A Strategy Lesson from the Restaurant Industry
I met an old friend for lunch last week at a trendy restaurant near my Salt Lake City home. It’s one of those places that happens to be popular with the “beautiful people;” my children who work there bring home reports of local, and occasionally global, celebrity sightings. Not that those factors are a draw for me. Because really, restaurants are all about the food. Or are they?
Stepping back a moment, what is the purpose of a restaurant in the modern world? Obviously it has something to do with food. But I’m convinced that the food, even if it’s great food, especially if it’s great food, is usually a means to an end, not the end in itself. Restaurants, at least the sit-down kind, exist primarily to meet a social need, not a caloric one or a gustatory one. I didn’t go to Beaumont Bakery & Cafe last week because their tuna salad on brioche is far better than what I can make at home. I went because I thought that being served great sandwiches on a pleasant outdoor patio would enhance the experience of reconnecting with my friend.
Any business needs a clear understanding of its purpose, as seen through the eyes of its customers. Otherwise it will optimize for the wrong factors.
New York Times restaurant critic Pete Wells published a recent essay entitled “I reviewed restaurants for 12 years. They’ve changed, and not for the better.” He explained how restaurants, in an effort to make the dining experience more efficient, are missing the purpose for which diners are there in the first place. He starts with the example of Blackbird, an app that lets you pay the bill and tip on your phone at the same time that you place your order. That way, when you’re finished eating, you can simply walk out. Convenient, right? No more waiting for the server to come by and take your credit card, then wait again for them to come back with the paper to sign. But despite the obvious efficiency, Wells says that the app gives him “the creeps” because of how it reduces human interaction.
Wells’ essay made me think about restaurants in London, where you can wait even longer for your check than in the US — entirely by design. Unlike in the US, where servers typically bring you the bill as soon as they’ve cleared away your dishes, London servers don’t bring the check until you explicitly ask for it. They don’t want you to feel pressured to leave. (Until your time is up, that is; most restaurants there impose a two hour limit on tables.)
In other words, the dominant restaurant business model in London takes the form of renting time at a table, with the rent paid indirectly through food purchases. Restaurants still care about table turnover, which is why they impose time limits. But within those limits they remove the pressure for customers to leave as soon as the food is gone, lest it interfere with the social experience of dining. This business model works in part because the monthly cost of rent or mortgage is relatively modest (5-10% of revenue) compared to the retention benefits of a loyal customer. In other words, as a restaurant owner, you optimise your overall success not by pushing customers out the door, but rather by making them want to come back in the door.
I think there’s an important lessons here for healthcare.
Healthcare, like restaurant dining, is a fundamentally human experience. Unlike dining, you’re not there for enjoyment; you’re there because you have a problem that needs solving. But the success of that experience is still largely determined by human interactions. The most important of those interactions by far are the patient-doctor ones. So why do health systems keep pressuring doctors to see more patients per hour? Because they’re pursuing the wrong purpose. They’re measuring success by the number of CPT codes billed per doctor per day, rather than the number of patients whose problems they’ve successfully addressed. The secondary effect of this misaligned strategy — a strategy that is (financially) positive for hospitals, but negative for patients — is that when doctors are too rushed to fully address a patient’s needs, it leads to more specialty referrals and more emergency visits.
“[Dr. Lown’s] motto was that we should do as much as possible for the patient, and as little as possible to the patient.” – Dr. Vikas Saini, president of the Lown Institute, from my recent interview with him on the LabMind podcast
Hospitals and clinics would do well to learn from London restaurant strategy as they design patient care processes: Start by allocating as much time as necessary within medical visits to fully address each patient’s needs. And then look for efficiency in other parts of the system. Such as the roughly one third of healthcare expenditures that go to administration (including “revenue cycle management”, marketing, and executive salaries) rather than clinical care. No market-based healthcare system can be sustainable unless its strategy is build around patient needs. Not CPT codes, not revenue, not reputation, not technology. It has to be about the patient.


**PROBLEM DETAILS**
Nothing but the lines below from the one with "Image is 975x560 pixels." through the one with "Image is 644x314 pixels." should be output, each exactly as given, and no pictures.

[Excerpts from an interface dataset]
▽

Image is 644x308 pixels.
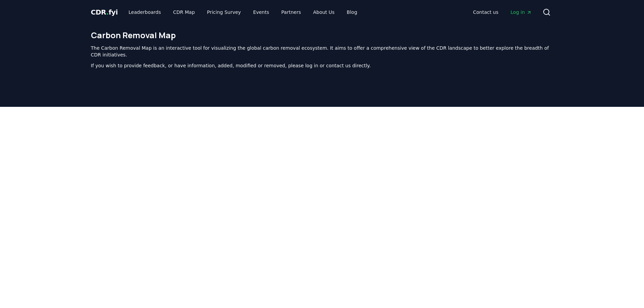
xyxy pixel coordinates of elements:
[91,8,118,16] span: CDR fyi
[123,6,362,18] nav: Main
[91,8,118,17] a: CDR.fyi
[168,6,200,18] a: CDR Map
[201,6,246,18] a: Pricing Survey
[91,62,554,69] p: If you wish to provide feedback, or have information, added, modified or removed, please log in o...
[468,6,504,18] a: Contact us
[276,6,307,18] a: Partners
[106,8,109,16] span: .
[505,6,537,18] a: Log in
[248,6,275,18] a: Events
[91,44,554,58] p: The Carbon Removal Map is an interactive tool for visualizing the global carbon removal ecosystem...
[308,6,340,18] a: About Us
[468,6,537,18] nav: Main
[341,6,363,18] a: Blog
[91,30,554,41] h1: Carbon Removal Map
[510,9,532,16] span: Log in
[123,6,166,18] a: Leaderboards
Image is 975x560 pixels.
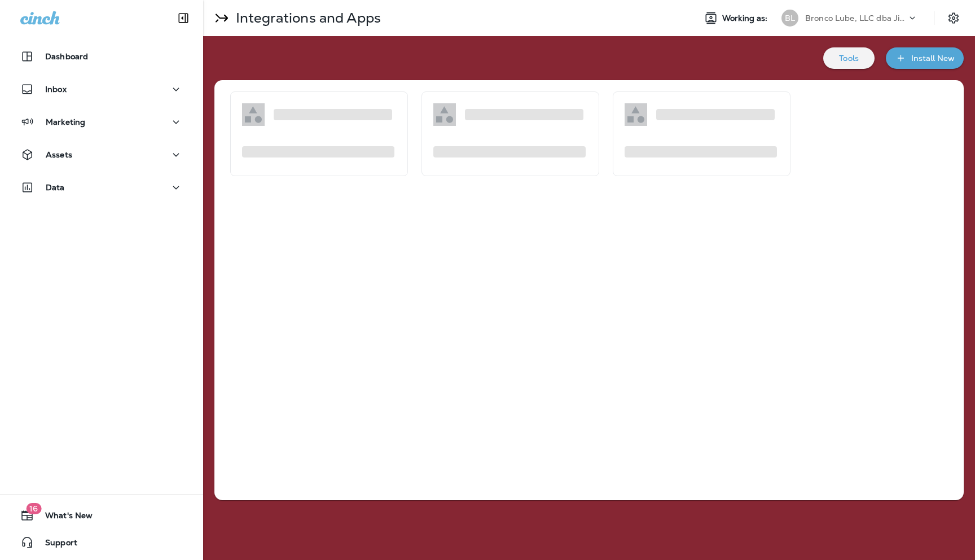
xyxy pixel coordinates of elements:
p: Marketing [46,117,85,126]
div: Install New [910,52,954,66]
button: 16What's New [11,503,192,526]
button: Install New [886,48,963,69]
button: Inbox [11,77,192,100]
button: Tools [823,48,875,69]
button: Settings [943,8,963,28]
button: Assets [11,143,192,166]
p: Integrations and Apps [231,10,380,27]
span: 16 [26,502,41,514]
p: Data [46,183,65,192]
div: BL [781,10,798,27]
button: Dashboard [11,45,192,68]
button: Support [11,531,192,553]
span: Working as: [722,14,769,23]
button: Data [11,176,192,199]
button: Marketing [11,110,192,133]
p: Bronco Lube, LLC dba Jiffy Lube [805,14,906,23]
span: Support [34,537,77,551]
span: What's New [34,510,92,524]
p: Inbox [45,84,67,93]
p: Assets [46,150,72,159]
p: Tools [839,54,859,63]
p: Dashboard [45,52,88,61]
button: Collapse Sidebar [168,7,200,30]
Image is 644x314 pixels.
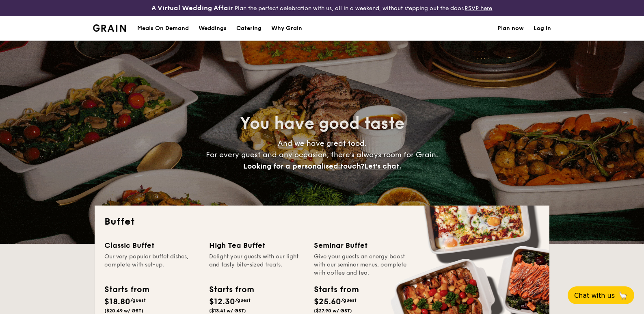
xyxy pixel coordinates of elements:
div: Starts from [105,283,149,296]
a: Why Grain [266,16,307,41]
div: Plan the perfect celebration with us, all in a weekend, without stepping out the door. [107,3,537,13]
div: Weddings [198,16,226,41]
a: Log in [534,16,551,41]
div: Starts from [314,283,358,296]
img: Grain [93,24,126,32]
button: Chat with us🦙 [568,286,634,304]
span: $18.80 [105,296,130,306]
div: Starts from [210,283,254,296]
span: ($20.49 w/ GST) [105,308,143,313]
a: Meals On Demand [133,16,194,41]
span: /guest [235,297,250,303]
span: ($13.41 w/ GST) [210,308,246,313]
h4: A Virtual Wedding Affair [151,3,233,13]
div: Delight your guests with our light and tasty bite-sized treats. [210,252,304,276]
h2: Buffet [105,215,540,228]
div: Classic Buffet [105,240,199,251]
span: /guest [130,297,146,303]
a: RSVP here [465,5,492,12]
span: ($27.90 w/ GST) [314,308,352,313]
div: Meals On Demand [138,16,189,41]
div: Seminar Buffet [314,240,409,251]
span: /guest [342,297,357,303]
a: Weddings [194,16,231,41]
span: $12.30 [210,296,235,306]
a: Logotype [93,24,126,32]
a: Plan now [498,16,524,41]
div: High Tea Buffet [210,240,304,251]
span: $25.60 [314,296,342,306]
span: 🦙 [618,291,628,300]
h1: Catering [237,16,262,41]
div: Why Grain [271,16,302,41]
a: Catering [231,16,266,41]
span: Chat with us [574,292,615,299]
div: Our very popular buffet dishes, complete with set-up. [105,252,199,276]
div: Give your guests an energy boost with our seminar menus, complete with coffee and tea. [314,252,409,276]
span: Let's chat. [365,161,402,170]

△
▽

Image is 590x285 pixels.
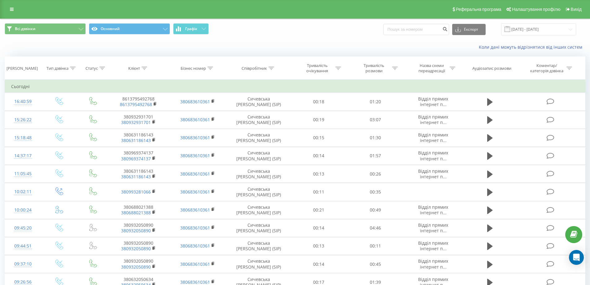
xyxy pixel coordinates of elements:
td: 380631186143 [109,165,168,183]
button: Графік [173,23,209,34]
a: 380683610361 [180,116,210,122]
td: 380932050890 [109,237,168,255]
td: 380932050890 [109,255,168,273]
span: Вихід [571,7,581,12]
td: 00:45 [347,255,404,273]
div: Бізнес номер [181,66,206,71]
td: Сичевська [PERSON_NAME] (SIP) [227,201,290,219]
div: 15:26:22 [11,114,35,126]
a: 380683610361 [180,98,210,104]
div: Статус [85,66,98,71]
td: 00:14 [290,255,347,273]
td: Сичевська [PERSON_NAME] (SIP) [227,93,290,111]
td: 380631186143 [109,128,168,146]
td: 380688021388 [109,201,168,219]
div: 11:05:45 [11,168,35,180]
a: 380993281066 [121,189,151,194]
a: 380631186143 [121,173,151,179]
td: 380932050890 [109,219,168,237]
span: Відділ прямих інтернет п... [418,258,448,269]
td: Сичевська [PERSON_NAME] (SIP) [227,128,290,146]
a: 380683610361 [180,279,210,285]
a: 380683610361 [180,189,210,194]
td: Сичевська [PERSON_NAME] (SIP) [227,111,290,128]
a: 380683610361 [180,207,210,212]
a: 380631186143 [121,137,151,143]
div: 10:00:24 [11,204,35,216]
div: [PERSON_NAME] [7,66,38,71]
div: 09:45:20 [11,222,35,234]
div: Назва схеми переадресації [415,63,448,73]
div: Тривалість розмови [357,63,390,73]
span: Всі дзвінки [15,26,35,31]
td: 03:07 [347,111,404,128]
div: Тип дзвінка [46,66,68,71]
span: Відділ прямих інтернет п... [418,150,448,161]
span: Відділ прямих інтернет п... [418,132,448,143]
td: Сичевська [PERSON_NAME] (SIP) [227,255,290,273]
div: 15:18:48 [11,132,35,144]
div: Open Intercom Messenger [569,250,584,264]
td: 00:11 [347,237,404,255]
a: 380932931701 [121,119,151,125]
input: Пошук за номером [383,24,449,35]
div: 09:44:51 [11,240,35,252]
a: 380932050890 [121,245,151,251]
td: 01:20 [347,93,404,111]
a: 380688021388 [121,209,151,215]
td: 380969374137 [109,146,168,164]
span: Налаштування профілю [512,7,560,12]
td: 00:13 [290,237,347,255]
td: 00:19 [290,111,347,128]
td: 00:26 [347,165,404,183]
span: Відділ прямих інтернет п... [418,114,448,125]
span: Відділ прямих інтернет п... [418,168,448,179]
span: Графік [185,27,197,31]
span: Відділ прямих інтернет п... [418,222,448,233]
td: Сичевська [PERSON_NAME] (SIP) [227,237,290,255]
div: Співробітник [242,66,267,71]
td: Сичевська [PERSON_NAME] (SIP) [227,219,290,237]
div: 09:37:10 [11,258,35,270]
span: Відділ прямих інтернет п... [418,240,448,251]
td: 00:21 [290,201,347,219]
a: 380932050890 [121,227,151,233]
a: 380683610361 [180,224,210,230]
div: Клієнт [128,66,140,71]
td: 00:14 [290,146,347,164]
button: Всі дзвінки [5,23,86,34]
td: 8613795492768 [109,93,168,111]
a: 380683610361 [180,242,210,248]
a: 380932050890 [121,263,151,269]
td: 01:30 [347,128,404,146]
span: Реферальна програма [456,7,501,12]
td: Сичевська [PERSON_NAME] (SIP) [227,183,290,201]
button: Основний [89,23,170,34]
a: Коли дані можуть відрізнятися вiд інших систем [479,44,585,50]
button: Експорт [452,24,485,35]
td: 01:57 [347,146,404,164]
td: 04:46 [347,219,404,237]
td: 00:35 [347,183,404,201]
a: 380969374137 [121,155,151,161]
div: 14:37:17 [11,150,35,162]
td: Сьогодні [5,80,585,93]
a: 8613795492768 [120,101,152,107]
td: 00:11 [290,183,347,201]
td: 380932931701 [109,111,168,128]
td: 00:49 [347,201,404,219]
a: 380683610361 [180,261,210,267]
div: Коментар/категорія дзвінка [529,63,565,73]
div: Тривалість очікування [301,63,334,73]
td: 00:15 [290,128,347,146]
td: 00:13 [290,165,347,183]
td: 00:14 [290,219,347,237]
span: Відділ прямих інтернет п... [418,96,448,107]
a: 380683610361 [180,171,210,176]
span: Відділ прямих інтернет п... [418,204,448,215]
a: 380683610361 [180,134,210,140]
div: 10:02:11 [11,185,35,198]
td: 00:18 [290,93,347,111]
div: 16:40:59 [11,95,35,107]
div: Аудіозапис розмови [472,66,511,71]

△

**EXPECTED OUTPUT**
Image is 975x560 pixels.
xyxy pixel coordinates of elements:
p: Marketing [46,117,85,126]
div: Install New [910,52,954,66]
button: 16What's New [11,503,192,526]
button: Install New [886,48,963,69]
button: Inbox [11,77,192,100]
button: Tools [823,48,875,69]
button: Settings [943,8,963,28]
button: Assets [11,143,192,166]
p: Integrations and Apps [231,10,380,27]
span: 16 [26,502,41,514]
p: Data [46,183,65,192]
div: BL [781,10,798,27]
button: Dashboard [11,45,192,68]
button: Support [11,531,192,553]
span: Working as: [722,14,769,23]
button: Data [11,176,192,199]
button: Marketing [11,110,192,133]
p: Bronco Lube, LLC dba Jiffy Lube [805,14,906,23]
span: Support [34,537,77,551]
span: What's New [34,510,92,524]
p: Inbox [45,84,67,93]
p: Assets [46,150,72,159]
p: Tools [839,54,859,63]
p: Dashboard [45,52,88,61]
button: Collapse Sidebar [168,7,200,30]
Image is 644x314 pixels.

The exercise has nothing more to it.